■ EXERCISE GOAL: Here is a block of entries. Write out its lines exactly, from the first through the one containing "Image resolution: width=871".

Records contained in a dataset
++++++
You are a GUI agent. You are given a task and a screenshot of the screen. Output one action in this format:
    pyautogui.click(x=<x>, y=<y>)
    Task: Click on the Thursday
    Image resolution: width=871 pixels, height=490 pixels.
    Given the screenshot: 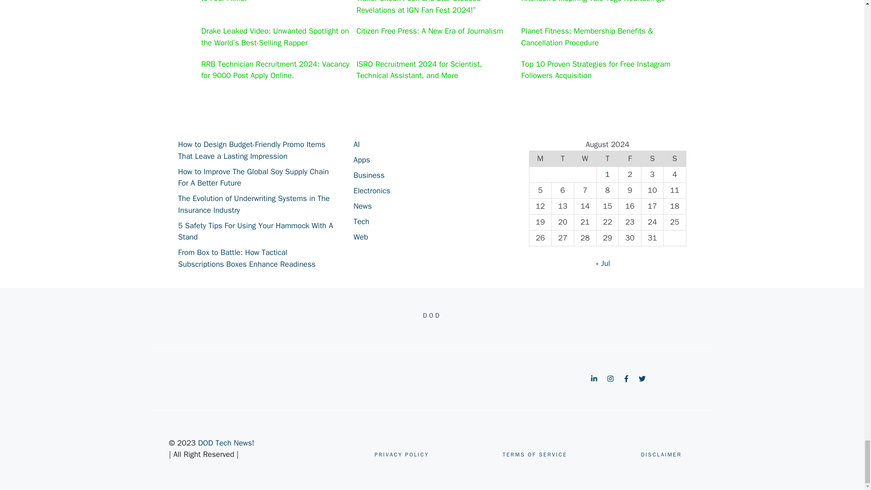 What is the action you would take?
    pyautogui.click(x=607, y=158)
    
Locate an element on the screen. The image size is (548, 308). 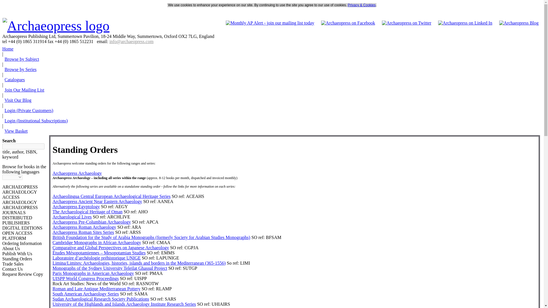
Catalogues is located at coordinates (14, 80).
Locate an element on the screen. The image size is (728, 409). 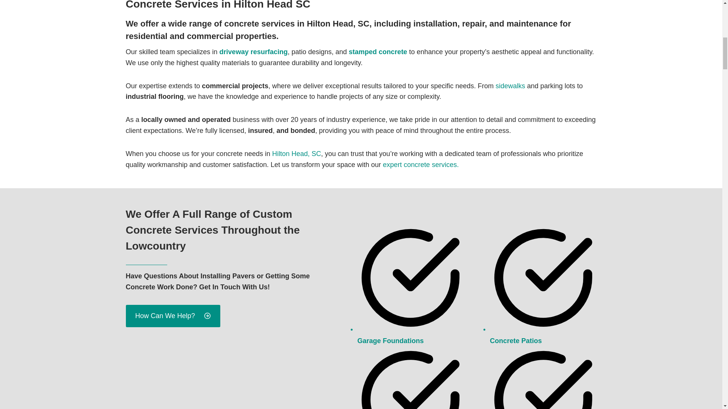
sidewalks is located at coordinates (510, 86).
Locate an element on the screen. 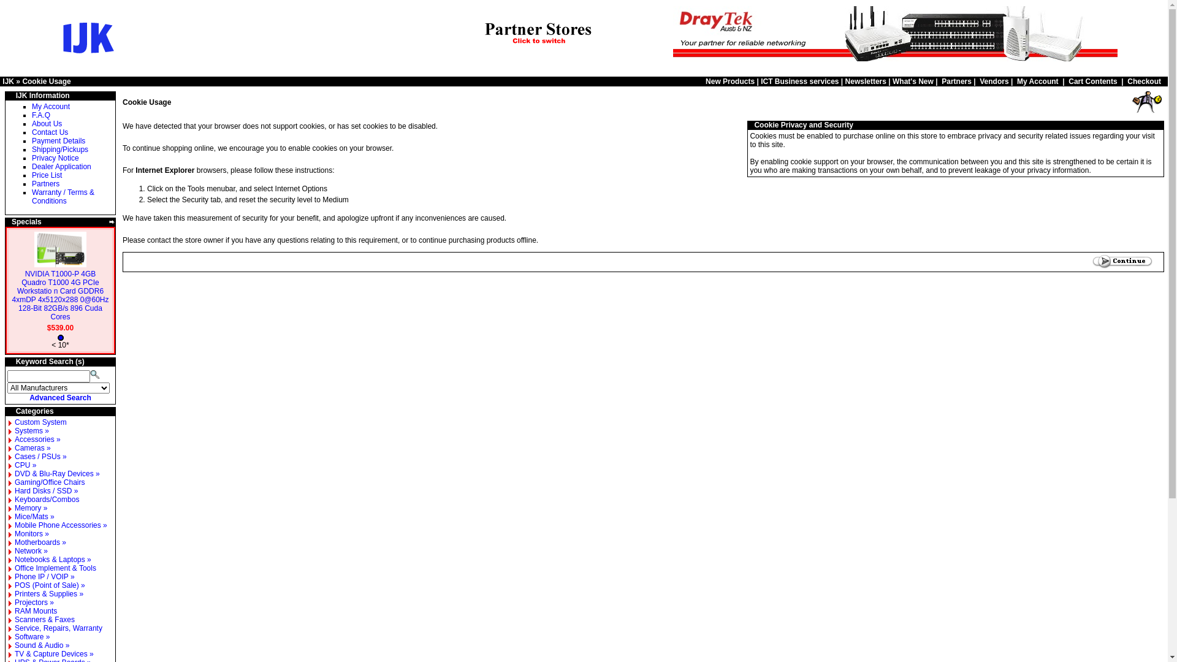 Image resolution: width=1177 pixels, height=662 pixels. Checkout is located at coordinates (1144, 82).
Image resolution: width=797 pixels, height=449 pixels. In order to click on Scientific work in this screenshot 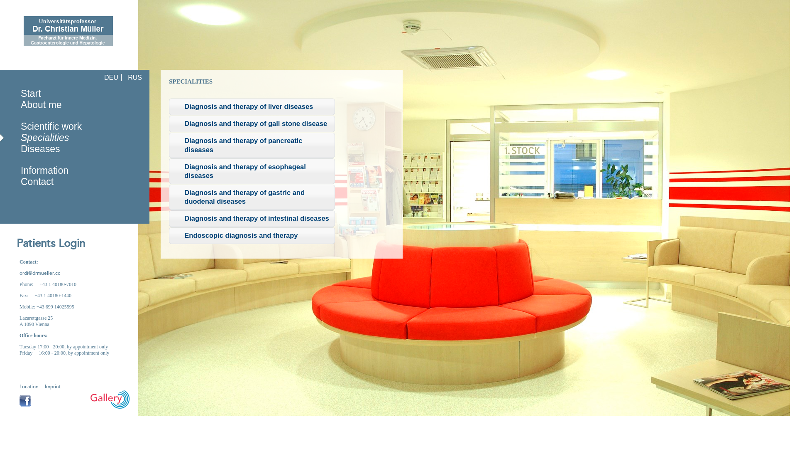, I will do `click(51, 126)`.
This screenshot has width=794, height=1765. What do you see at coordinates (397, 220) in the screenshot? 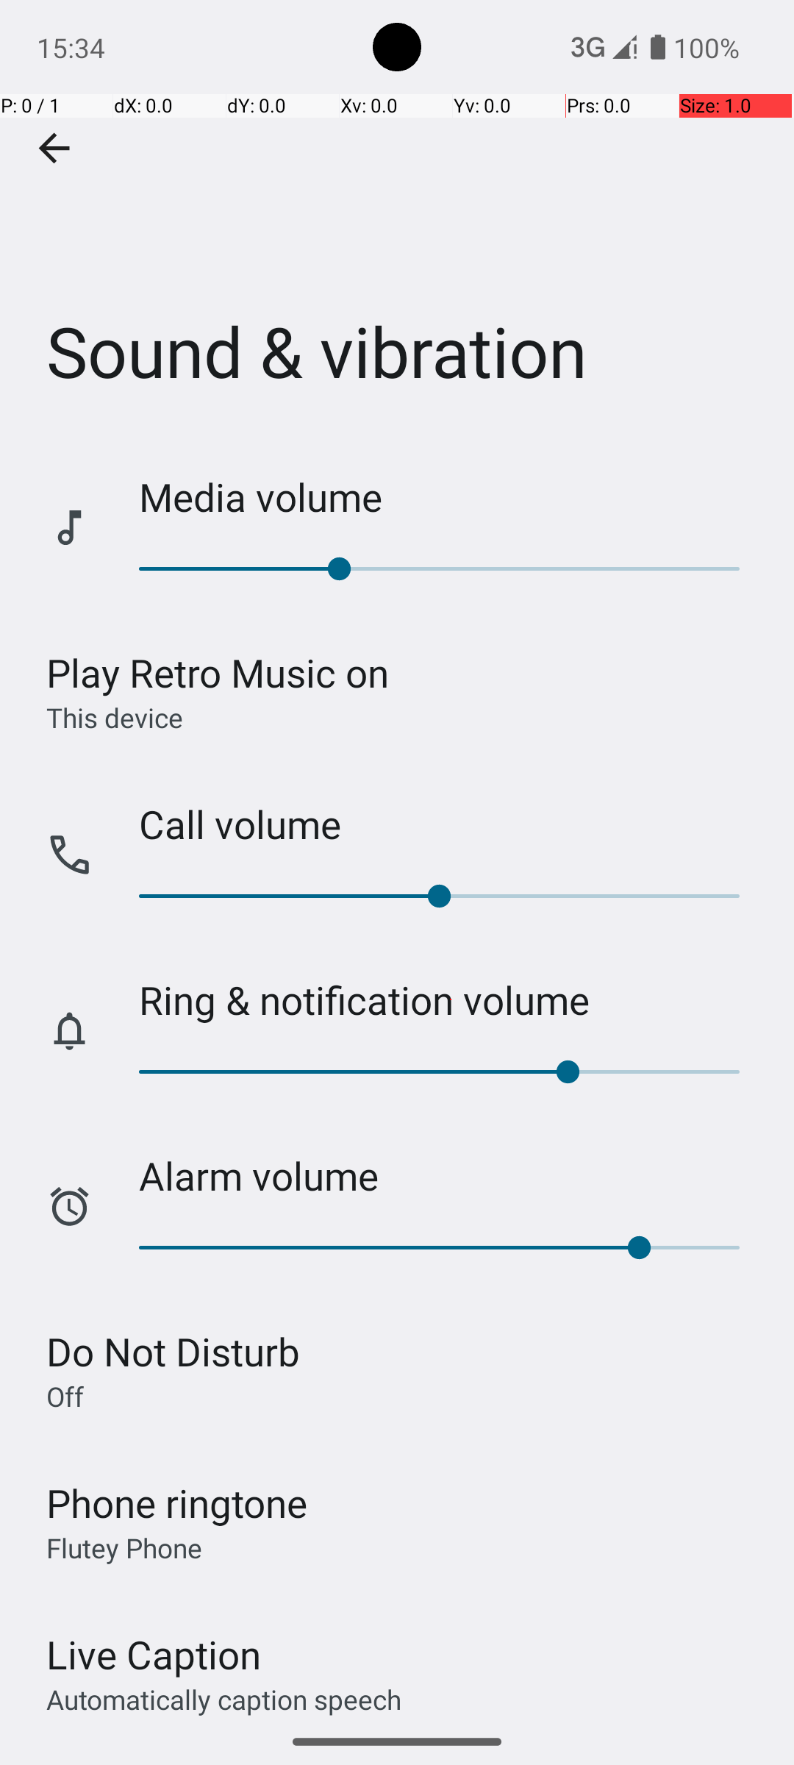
++++++
■ SOLUTION FOR THIS PROBLEM:
You are a GUI agent. You are given a task and a screenshot of the screen. Output one action in this format:
    pyautogui.click(x=<x>, y=<y>)
    Task: Click on the Thursday
    Image resolution: width=871 pixels, height=490 pixels.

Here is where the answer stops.